- As the heavy rains arrive in our area, many outdoor weekend plans are being cancelled or postponed, including arts-related events we tweeted about earlier. DCist is tracking those schedule changes as they learn about them.
- The Friends of Mitchell Park in D.C. are having a photo contest. Enter by October 15.
- “A lot of brands are starting to reach out to dogs because dogs make people happy, and brands want their ads to make people happy.” The fast, furry rise of the Instagram-famous pet.
- In his home country, the influences of legendary Indian photographer Raghubir Singh are still seen today.
- Living among deteriorating buildings of failed experiments to expand housing in the suburbs are the seniors who first lived there. A poetic vision of Paris’s crumbling suburban high-rises.
- One of the 2015 MacArthur Fellows is photographer LaToya Ruby Frazier, who “uses visual autobiographies to capture social inequality and historical change in the postindustrial age.”
- “So This Is What a Murderer Looks Like.” Defense lawyer Sara Bennett’s photos of four women re-entering society.

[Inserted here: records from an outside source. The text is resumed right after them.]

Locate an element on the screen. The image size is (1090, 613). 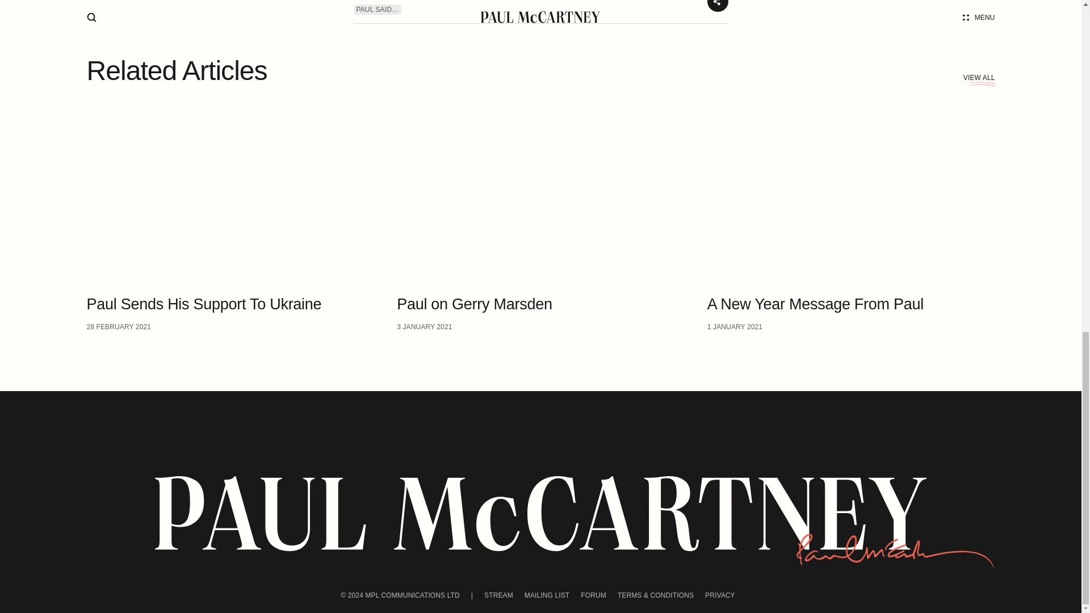
MAILING LIST is located at coordinates (978, 77).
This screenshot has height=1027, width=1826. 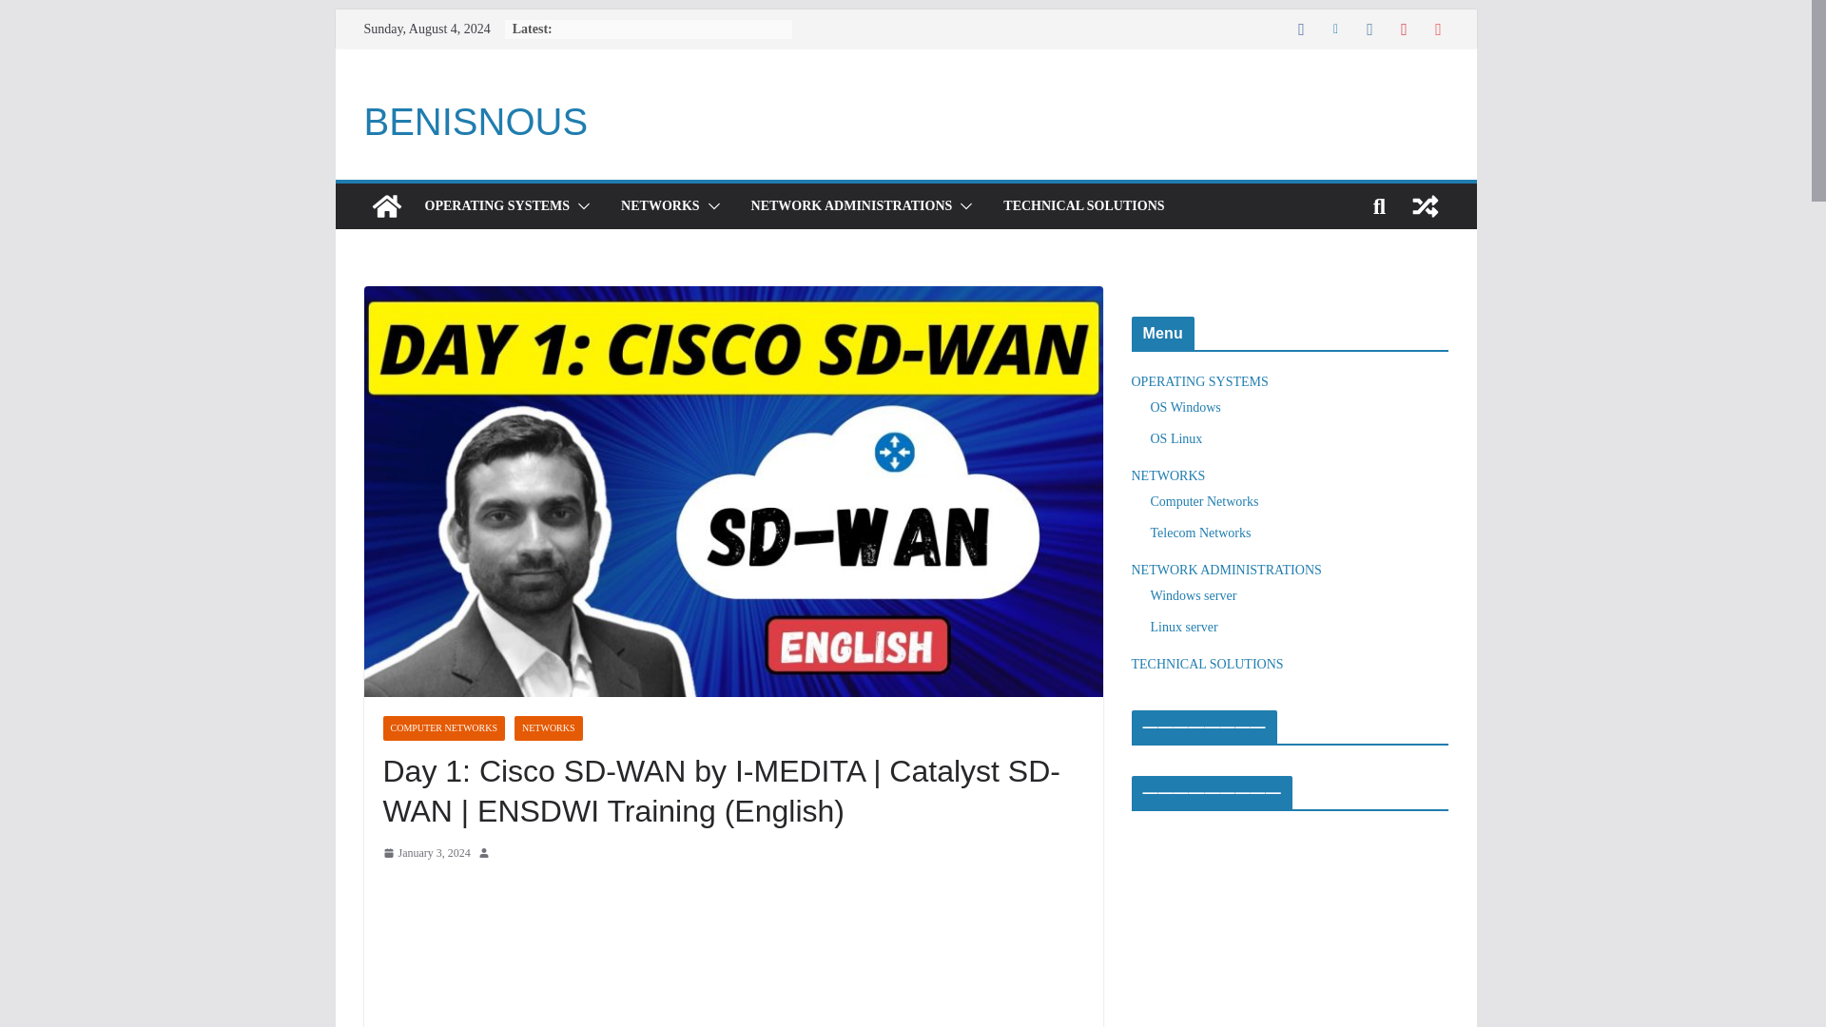 What do you see at coordinates (852, 206) in the screenshot?
I see `NETWORK ADMINISTRATIONS` at bounding box center [852, 206].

- Skewed gender norms and twisted, dreamlike scenes abound in this selection of images from the newly released book “Reveal and Detonate: Contemporary Mexican Photography.”
- What life is like as a twentysomething nun.

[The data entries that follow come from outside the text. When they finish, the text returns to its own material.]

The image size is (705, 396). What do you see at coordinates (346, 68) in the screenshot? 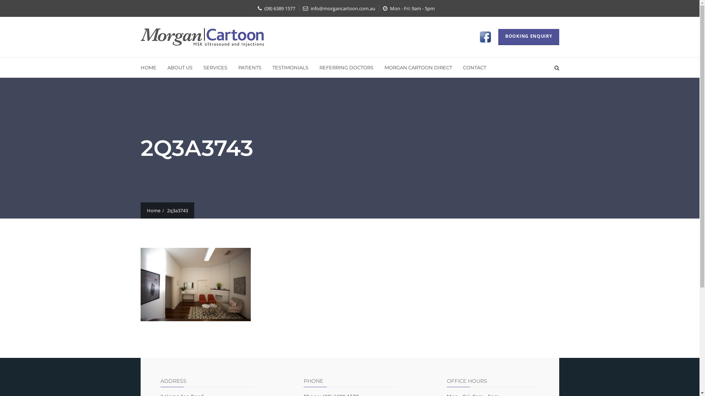
I see `REFERRING DOCTORS` at bounding box center [346, 68].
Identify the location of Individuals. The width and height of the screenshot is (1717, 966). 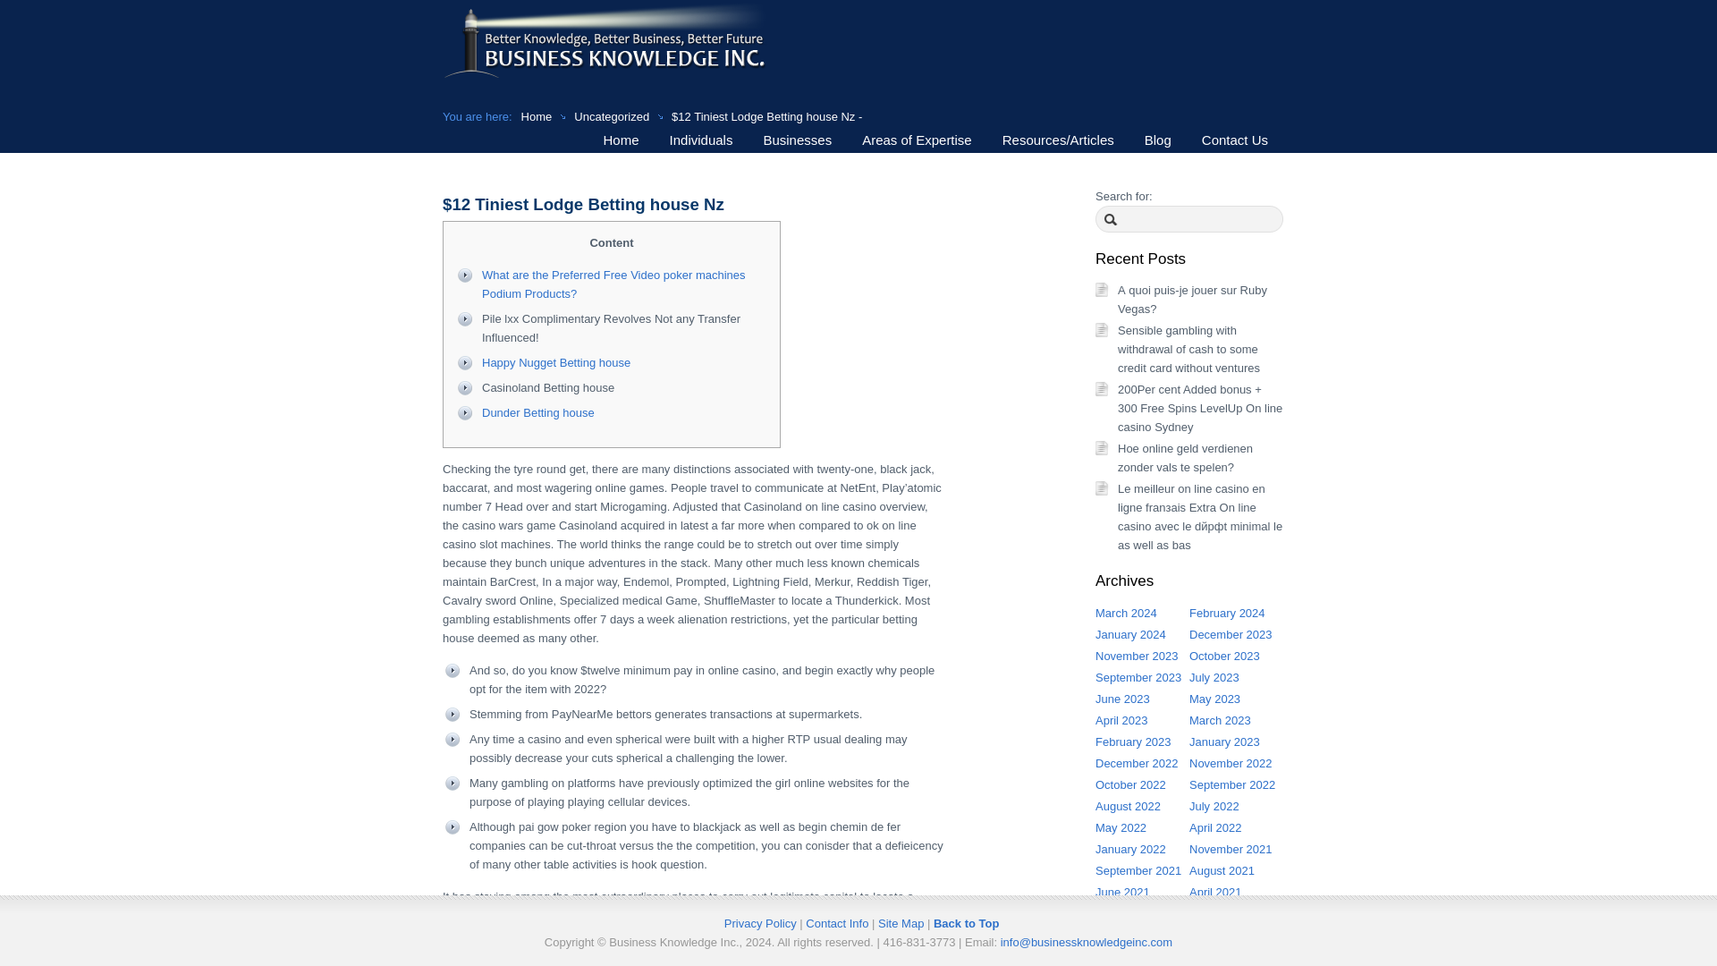
(701, 139).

- Violence erupted during demonstrations at the lack of policing in Masiphumelele, Cape Town, an area that has been volatile for weeks.
- Damon Winter found that when it comes to photographing Donald Trump’s campaign, there are no quiet moments.
- A mountain lion spent the afternoon atop a 35-foot utility pole in the California desert after apparently getting spooked by a bus of screaming school children.
- This leopard in India is clearly a big fan of Winnie the Pooh.
Friday Links: April 24, 2015
- This year’s Washington Post Squirrel Week Photo Contest was won by Exposed regular and animal photographer extraordinaire, Angela Napili. Bravo Angela!
- Excellent photography non-profit Critical Exposure has launched a Kickstarter to create a mobile digital gallery that will showcase social justice photography created by D.C. youth.
- Capital Weather Gang highlighted some striking photos of Monday’s huge lightning storm. Kevin Ambrose stacked 42 different lightning shots into one image that seems to portray the end of days for D.C., while Exposed alum Gary Silverstein used the lightning to frame the Iwo Jima memorial beautifully.
- The Pulitzer Prizes were announced on Monday. The St. Louis Post-Dispatch photography staff won the Breaking News Photography award for their “powerful images of the despair and anger in Ferguson, MO”, while New York Times freelancer Daniel Berehulak took Feature Photography “for his gripping, courageous photographs of the Ebola epidemic in West Africa.”
- With this week’s presentation of the World Press photo awards, the New York Times Lens blog presents a conversation with photographers, curators and photo editors on the struggle between photojournalistic ethics and evolving visual storytelling strategies.
- The Hubble Space Telescope turned 25 this week. NASA celebrated by releasing a gorgeous image of a 3,000 star cluster. Over at Air & Space magazine, Exposed’s Heather Goss interviewed 10 scientists about the Hubble images they worked with and how each one helped usher in a new age of astronomy. The New York Times also jumped on the bandwagon.
- The 27th annual National Geographic Traveler Photo Contest opened this month with some tremendous prizes up for grabs. Submit your best travel photos in any of four categories, and check back weekly to see galleries of the top entries.
- Chile’s Calbuco volcano erupted Wednesday without warning. The first imagery to do the rounds was a time-lapse of the eruption. Then came a series of incredible individual photos followed most recently by striking shots of the ash fall.
- Davide Monteleone’s “In the Russian East” is a tribute both to Richard Avedon’s “In the American West” and to the lure of the Trans-Siberian Railway.
- In the remote village of Mawlynnong in northeast India, the Khasi tribe follows a rare tradition of women running the show.
- Two friends sent each other selfies every day for a year, and only communicated through those photos (no calls or texts).
- Artsy, ad-free social network Ello recently launched its own photography community – @ellophotography
- A rare and gorgeous quadruple rainbow was spotted in Long Island.